Evan Blass aka @evleaks recently posted an image on social media, which showed off Amazon's rumored 10-inch Kindle Fire.

The Twitter image from the 37-year-old gadget leaker was then quickly analyzed by online tech outfits.

Android Authority noted that device was a considerable change from earlier Fire tablets.

The placement of its front-facing unit entails users to go portrait mode when using the selfie camera, unlike previous Fire tablets that had landscape placements for its front cameras. Its power button and volume keys seem to be on top of the device, which is unusual for an Android tablet.

The leak suggests that Amazon is currently refocusing towards its Fire tablets lineup to compensate for the company's losses caused by the less-than-stellar market performance of the Fire Phone, Engadget reported.

Amazon's first crack at the smartphone market was introduced on June 2014 and released the month after. Needless to say, it had no beginner's luck.

When it was evident to Amazon that the sales of the Fire Phone can no longer be salvaged, the company reportedly canceled plans for future smartphones entirely. To add to the disappointment, Amazon also laid off several of its hardware engineers as a result of the losses.

Going back to the unreleased Amazon tablet, the device was tipped again just a few hours after the @evleaks post.

The benchmark database, which showed off the specs of the 10-inch Kindle Fire, hinted that the device will at least be a mid-level tablet.

According to GFXBench listings, the prototype version of the 10-inch Kindle Fire has a 1280 x 800p display, 1 GB of RAM and 13 GB of internal memory.

The test indicated that the device sported MediaTek's MT8135 processor containing two ARM Cortex-A15 CPU cores and two Cortex-A7 cores plus a PowerVR Rogue G6200 GPU.

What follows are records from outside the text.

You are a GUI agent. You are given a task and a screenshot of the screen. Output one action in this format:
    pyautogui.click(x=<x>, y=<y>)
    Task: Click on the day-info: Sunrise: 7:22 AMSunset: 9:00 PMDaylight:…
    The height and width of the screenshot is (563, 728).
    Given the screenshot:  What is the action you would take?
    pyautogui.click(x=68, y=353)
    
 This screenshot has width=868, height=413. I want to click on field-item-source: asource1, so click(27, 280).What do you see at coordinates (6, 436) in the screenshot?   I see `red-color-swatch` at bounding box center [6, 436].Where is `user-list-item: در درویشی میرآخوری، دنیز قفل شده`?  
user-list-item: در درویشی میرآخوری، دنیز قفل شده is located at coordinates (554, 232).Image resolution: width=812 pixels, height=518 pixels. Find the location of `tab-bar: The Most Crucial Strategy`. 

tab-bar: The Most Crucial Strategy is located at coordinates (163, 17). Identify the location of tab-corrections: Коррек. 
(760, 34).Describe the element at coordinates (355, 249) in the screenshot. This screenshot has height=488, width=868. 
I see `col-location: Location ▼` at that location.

Furthermore, it was equipped with a 5.1-inch rear camera with flash and face detection capabilities while its front-facing unit came it at one-megapixel.

The prototype was shown to include generic features such as Wi-Fi, GPS and Bluetooth connectivity. It also sported an accelerometer, pedometer and gyroscope. Lastly, it ran on the Android 5.1 Lollipop in the guise of Amazon's Fire OS.

Fans might be satisfied with the 10-inch Kindle Fire upon its eventual release. However, the device's possible turndown points are its low amount of RAM and odd choice of resolution display.